SLAs have been thought to originate with the information technology boom during the last half-century. Network service providers were the first to implements SLAs but are wide-spread across IT and ITeS fields. Corporate IT companies, with a primary role in IT service management (ITSM), agree to SLAs with other departments in the same organisation. An in-house service provider creates an SLA ensuring the services it provides are quantified, measured and compared with vendors outside of the organisation. Thus, helping the organisation gain maximum value from its resources.

An SLA is an important part of any organisation which seeks to manage expectations of their customers and help define the instances failing which they would not be held responsible for downtime or issues related to performance. Additionally, customers can benefit from these agreements as the description of the characteristics of the service, is easily comparably with SLAs of other vendors.

The SLA has to be one out of two critical agreements a service provider must insist on with its customers. A master service agreement is set by many service providers to set forth the general conditions of the work. Often, a SLA is used as a simple reference with the service provider’s master service agreement. If one were to compare the agreements for its importance, the SLA is much more important with regard to the services to be provided along with the metrics used towards measurement of their performance.

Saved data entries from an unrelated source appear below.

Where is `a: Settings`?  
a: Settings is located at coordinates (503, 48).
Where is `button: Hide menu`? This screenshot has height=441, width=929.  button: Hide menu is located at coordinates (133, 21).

Difference between the two.

SLA:

A SLA is usually an agreement that accompanies a service that is being provided over time. This agreement typically outlines specific baseline metrics and expectations that the provider must achieve in order to stay as supplier or vendor. Failure on the terms of the SLA from either side usually incurs in fines or even cancellation of the contract.

KPI:

A KPI is a tangible metric that a organisation has defined as a critical measure of the health and success of their business. Usually, these operational goals are recurring, often working towards a strategic goal (Ex: tracking delivery timelines to improve customer satisfaction).

SLAs are often a part of KPIs but the reverse is rare.

Examples:

SLA metrics – Query reaction time, Query resolution time, Compliance to agreed deadlines etc.

KPI metrics – Average reaction time, Service desk load, Incoming ticket volume, etc.

Conclusion:

In most accepted cases, SLAs tends to be metrics agreed and recognized across the industry and will pertain to having established ‘best practices’ backing them up. A common example is for SaaS to deliver 99.9% uptime at enterprise level. This is made possible due to the clients insistence and expectation as the minimum baseline for the service.

However, KPIs lean towards being pretty specific to each organisation. Sure, there would be some higher level metrics that are common. A common example is business development opportunities as a KPI across different levels of a marketing oriented organisation. Although, typically the KPIs that are important to monitor are unique, or at least not commonplace. Quite often, KPIs are markedly different for employees within the same business vertical. Regular and timely feedback not only plays an important role in tracking KPIs but helps in clearly articulating what the organisation expects from its employees. More often than not, a organisation tracks only 1-2 KPIs to find that other metrics are being ignored which may be more critical to its goals.

SLAs are about the necessary and agreed terms of service towards a customer. On the other hand, KPIs are the necessary operational efficiencies and their alignment with the goals of the  organization. It is critical to measure both SLA compliance and KPIs in order to drive customer retention and excel quality of service.